Under its new president, Gianni Infantino, FIFA has shown a willingness to change. Video review will be in use at this year's tournament, for instance, and the World Cup will expand from 32 to 48 teams in 2026. There are new bidding regulations for hosting the World Cup that make the process more transparent, with requirements and evaluation reports open to the public and all 211 national associations, not just top FIFA officials, voting on bids. These are all positive changes, some of which wouldn't have taken place under the old regime.

Mac: Long before FIFA fell into disgrace, its international cousin, the IOC, had blazed a trail of ignominy. Yet since much of football’s brass were perp-walked out of their luxury digs in Switzlerland in 2015, FIFA has worked to redeem itself, purging the prepossessing execs and tainted stars. One salutary measure is that for the first time, women are now part of the once all-male executive board. The hope is that rogue regimes and dictatorships will no longer have the inside track as tournament hosts, and the sure ticket to graft and overbilling that mandate carries.
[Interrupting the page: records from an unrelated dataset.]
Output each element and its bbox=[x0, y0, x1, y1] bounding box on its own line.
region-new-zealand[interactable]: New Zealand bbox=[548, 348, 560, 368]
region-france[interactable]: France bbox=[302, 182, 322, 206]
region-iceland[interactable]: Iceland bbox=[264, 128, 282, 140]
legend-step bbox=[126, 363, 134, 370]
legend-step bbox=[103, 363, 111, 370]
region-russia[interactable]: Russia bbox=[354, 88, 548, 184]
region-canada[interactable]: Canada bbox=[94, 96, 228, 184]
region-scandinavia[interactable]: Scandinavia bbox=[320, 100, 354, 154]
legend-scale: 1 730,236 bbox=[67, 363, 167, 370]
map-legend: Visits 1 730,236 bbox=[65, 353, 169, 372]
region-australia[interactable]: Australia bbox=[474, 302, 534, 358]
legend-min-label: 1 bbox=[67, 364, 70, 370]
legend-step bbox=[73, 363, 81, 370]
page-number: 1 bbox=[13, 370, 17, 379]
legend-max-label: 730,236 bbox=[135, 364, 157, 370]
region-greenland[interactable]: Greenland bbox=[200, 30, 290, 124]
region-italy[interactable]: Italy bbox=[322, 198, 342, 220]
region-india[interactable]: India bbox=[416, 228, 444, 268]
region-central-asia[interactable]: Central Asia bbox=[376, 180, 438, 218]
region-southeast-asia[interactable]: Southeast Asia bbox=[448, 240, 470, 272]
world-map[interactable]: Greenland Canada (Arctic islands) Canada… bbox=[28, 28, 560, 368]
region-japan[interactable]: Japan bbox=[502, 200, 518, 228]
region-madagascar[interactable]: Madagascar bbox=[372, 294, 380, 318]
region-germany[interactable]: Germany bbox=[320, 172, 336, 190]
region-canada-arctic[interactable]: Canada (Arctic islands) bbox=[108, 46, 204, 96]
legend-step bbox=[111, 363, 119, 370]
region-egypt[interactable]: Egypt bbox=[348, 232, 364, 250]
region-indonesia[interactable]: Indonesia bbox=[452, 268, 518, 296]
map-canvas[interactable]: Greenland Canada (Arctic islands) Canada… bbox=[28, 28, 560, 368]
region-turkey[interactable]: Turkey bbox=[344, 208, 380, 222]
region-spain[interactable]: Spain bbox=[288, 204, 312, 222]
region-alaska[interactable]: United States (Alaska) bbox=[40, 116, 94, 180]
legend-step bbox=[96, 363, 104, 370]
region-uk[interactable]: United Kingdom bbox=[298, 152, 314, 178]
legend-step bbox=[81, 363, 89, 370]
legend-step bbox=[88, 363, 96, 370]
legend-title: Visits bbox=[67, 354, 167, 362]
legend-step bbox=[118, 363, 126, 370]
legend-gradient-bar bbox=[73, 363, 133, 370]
Did the U.S. (along with Canada and Mexico) deserve the 2026 World Cup?

Leonid: The U.S. hosted the World Cup in 1994, Mexico in 1986. One of FIFA's goals is to take the World Cup to places it's never been before, so people in lesser-known and -traveled parts of the world can be part of the tradition and fun. With that in mind, only Canada makes some sense, and it tends to like the version of soccer played on ice with sticks and a puck.

Mac: Given the competition, yes. Morocco was the other finalist, and though Africa is a rising star in world football and deserves a second shot as host, the bid was always a long shot. Maybe Moroccans can console themselves with the knowledge that they lost not to another country but to a whole continent. Morocco may lead Africa in air and overland travel -- they’re even counting on a high speed train from Tangier to Casablanca sometime this year. Yet richer developing nations have struggled to deliver the budget-straining facilities and infrastructure the tournament demands. Africa’s second chance will have to wait a little longer.

So which team should Americans cheer for this year?

Mac: Unburdened by the angst of backing their hometown heroes this year, U.S. fans are now free to pay attention to everyone else’s. With the 2026 tender in the bag, wouldn’t it be big of them to pull for runner-up Morocco, at least in the early rounds? It’d be bigger still if Americans shook off the pinched nativism that has gripped their politics to cheer for Mexico. Of course, getting the Americans to watch the games at all would be a win.

Leonid: If I were American, I'd back Mexico as the most promising of the teams from the U.S. neighborhood, or Panama because it's a small, scrappy underdog. Many Europeans from countries that failed to qualify, such as the Netherlands and Italy, will root for Iceland for similar reasons. Of course none of this will matter, because as former English striker Gary Lineker has said: "Football is a simple game. Twenty-two men chase a ball for 90 minutes and at the end, the Germans win."